Bitter Cold
Author:
Lamia Archer
PG
300
words for kita0610
Angel, Angel (gen), but it don’t
snow here
For this relief much thanks; ’tis
bitter cold
And I am sick at heart.
—Shakespeare,
Hamlet, Scene I, Act I
*
I.
One of Liam’s earliest memories is the white blanket of snow muting the
lush, green countryside. He watches, small hands pressed to the fogged
glass, the cold searing into his fingertips, as the flakes fall and fall
and cover the living earth.
II.
Winters in Russia are so cold that Angelus’ skin becomes translucent; he
hardens like a wax figure, and for the first time Darla can look at him and
not see the flushed, lusty young man she brought to his knees in an Irish
alley.

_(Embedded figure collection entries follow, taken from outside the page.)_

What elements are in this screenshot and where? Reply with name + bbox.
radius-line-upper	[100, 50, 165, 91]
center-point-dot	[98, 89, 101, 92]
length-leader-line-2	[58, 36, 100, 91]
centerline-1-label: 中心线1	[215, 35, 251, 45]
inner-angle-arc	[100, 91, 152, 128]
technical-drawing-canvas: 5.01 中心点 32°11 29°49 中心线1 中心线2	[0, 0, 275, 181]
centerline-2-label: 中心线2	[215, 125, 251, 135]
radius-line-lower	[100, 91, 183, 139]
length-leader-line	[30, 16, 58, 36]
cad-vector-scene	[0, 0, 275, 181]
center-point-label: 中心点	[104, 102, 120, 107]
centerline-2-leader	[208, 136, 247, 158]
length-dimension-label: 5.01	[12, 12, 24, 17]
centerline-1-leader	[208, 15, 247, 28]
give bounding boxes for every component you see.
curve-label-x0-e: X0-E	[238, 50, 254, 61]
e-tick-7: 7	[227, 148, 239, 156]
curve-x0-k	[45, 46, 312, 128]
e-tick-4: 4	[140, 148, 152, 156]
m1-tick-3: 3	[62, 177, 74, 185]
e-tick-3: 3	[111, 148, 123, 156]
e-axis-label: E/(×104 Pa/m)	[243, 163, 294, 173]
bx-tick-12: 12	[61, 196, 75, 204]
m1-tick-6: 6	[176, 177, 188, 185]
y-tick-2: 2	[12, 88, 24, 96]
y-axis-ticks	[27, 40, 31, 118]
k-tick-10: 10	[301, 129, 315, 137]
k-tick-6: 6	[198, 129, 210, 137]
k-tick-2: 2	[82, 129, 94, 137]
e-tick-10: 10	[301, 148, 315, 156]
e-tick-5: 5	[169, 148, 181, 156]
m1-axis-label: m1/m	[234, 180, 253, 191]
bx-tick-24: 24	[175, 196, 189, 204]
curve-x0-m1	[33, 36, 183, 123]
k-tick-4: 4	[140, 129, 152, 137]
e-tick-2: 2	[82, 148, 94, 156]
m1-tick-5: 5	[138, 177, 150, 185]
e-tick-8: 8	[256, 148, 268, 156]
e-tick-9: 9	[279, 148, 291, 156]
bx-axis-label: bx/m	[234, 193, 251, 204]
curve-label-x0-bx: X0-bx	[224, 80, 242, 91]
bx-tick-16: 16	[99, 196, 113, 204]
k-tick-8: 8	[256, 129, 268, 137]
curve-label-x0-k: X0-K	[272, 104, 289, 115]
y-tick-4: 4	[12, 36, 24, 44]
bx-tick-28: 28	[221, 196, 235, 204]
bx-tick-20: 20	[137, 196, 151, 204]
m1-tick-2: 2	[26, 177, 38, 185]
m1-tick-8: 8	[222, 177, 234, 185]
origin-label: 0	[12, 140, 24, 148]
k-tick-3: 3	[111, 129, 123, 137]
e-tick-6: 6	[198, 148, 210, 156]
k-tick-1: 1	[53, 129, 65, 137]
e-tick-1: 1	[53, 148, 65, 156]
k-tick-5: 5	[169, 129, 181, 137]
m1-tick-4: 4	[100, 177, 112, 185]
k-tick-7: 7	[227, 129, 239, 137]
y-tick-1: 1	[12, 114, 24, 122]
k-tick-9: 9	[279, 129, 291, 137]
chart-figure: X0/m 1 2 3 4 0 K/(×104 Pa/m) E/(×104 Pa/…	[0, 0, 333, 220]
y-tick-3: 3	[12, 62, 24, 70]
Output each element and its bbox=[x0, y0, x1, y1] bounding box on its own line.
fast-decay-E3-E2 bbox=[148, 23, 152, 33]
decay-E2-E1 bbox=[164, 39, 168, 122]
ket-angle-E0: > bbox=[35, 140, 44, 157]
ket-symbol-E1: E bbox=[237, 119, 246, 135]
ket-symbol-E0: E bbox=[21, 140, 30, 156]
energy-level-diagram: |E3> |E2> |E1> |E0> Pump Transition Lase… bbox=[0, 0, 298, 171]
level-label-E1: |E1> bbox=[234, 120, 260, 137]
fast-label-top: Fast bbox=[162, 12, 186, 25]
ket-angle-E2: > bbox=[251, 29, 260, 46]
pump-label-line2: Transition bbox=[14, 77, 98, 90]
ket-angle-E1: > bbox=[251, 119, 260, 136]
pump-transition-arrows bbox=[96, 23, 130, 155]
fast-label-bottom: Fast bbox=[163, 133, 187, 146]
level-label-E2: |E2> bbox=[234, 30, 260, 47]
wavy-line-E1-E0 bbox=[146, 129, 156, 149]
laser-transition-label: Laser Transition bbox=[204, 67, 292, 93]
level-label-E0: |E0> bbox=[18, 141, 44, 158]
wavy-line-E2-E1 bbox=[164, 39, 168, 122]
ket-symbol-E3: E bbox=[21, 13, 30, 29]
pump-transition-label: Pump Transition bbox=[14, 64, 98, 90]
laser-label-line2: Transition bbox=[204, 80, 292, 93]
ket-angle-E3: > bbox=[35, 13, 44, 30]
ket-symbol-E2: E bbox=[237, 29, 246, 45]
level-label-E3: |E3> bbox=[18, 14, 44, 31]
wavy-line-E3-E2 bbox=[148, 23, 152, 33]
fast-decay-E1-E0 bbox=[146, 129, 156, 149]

She is still off balance after what he did to that seer girl, and
when he looks at her, his deathly pale visage and grave-dark eyes, she
shivers.
III.
The most religious Buffy’s upbringing got was Santa Claus, so she never
really thought much about miracles. She and Angel walk down Sunnydale’s
ghost town streets, the sky dark with snow clouds. Angel is pale as ice,
and his face is upraised, catching the snow; it doesn’t melt when it
touches him, but he is still there for it to touch. For a moment, looking
at Angel’s bewildered, beatific face, she is sure that this miracle was
made just for her, purchased with her tears.
IV.
Torture and hell and dating, and Angel has never hurt like this. All these
spells and whistles, and his hidden human body still contains a world of
pain the likes of which not even his imagination—which is considerable in
this respect—could conceive. He can hear the riots in the streets though
they are stories beneath where he stands in this skyscraper prison, and
even his weak human nose can smell the smoke, fires burning to choke the
sun off at the horizon, the sky black.
Today it is snowing in Los Angeles, and Angel has never felt so cold.